> A lot has already been cleaned in 4.0 that makes 3.x to 5.x now
non-functioning.  And the cleaner code certainly helps navigate the code
base quicker.

Sure - I was using that as an example, looking back in hindsight.  Like, if
today people could go from 2.1 -> 5.0 it would be cool.  Applying it to the
future, if someone could go from 4.1 to 7.0, that would be nice.
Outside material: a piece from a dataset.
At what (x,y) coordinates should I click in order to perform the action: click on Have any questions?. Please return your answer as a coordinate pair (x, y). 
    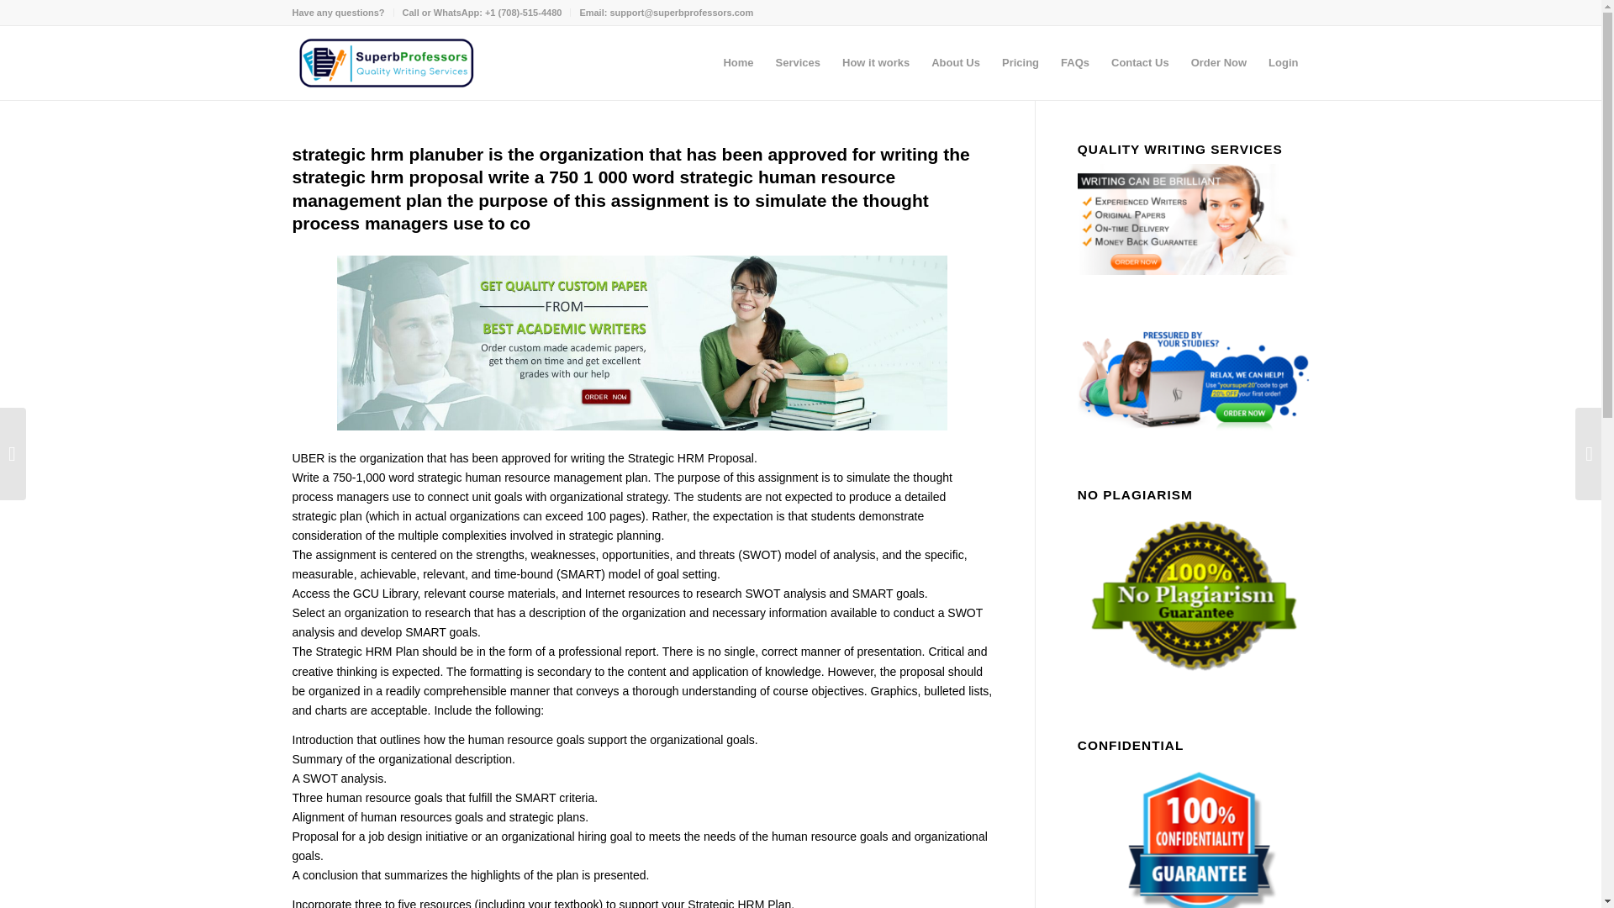
    Looking at the image, I should click on (338, 13).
I have no clue what that means for maintenance.  If it slowed development
time down, it becomes less useful.

Jon







On Tue, Dec 10, 2024 at 3:57 PM Mick Semb Wever <m...@apache.org> wrote:

>
>
> I know a few teams on 2.2 that would *love* to be able to jump right to
>> 5.0.  Once you fall far enough behind, upgrading to another version that's
>> already deprecated becomes paralyzing.  I don't expect 2.2 compatibility
>> btw, just using it as an example.
>>
>> If it can be done, it would make a lot of folks very happy.
>>
>
>
> If we could pull that off that would be great.  I would like to see it
> happen first.
> A lot has already been cleaned in 4.0 that makes 3.x to 5.x now
> non-functioning.  And the cleaner code certainly helps navigate the code
> base quicker.
>
> (It was agreed to keep sstable format compatible indefinitely, but that's
> about offline upgrading.  And even the bugs that exist around frozen
> tuples/udts in the ma-md versions, I would suggest there's value in raising
> the minimum compatibility to `me`.  This is an example that these breakages
> still do happen, hopefully less over time, and _drawing a line in the sand_
> is a legit tactic to deal with them.)
>
>
> @Mick, you made me laugh, with your unique ability to agree
>> disagreeably.   You might not care about marketing, but people pay more
>> attention to major version upgrades and "minor" ones.  Even though this can
>> be in no way be considered a minor change.  It doesn't matter what people
>> "should" do.  Major version bump is a signal to end users that this is a
>> BIG DEAL.
>>
>
>
> Yup!  A healthy community needs to be one where it's safe to present
> diverse and/or unpopular points of view, without fear or concern of the
> initial phase of discussion stagnating  :-)
> Bikeshedding aside, my opinion is that the signal/feedback to the operator
> about what they need to do is of more concrete value than the new features
> list to the user.
>
> Aside, it is unfortunate that we associate minor semver version numbers as
> "minor".  They are, after all, still referred to as major releases.  It is
> just separate terminology between releases and semver that we are tripping
> ourselves up over it, and our emphasis on "the number".   Ideally (imho) it
> would be wonderful to keep semver private to us and operators, having some
> other mechanism to signal user-facing/marketing, like we do with sstable
> formats – but that's still always going to leak out in some way.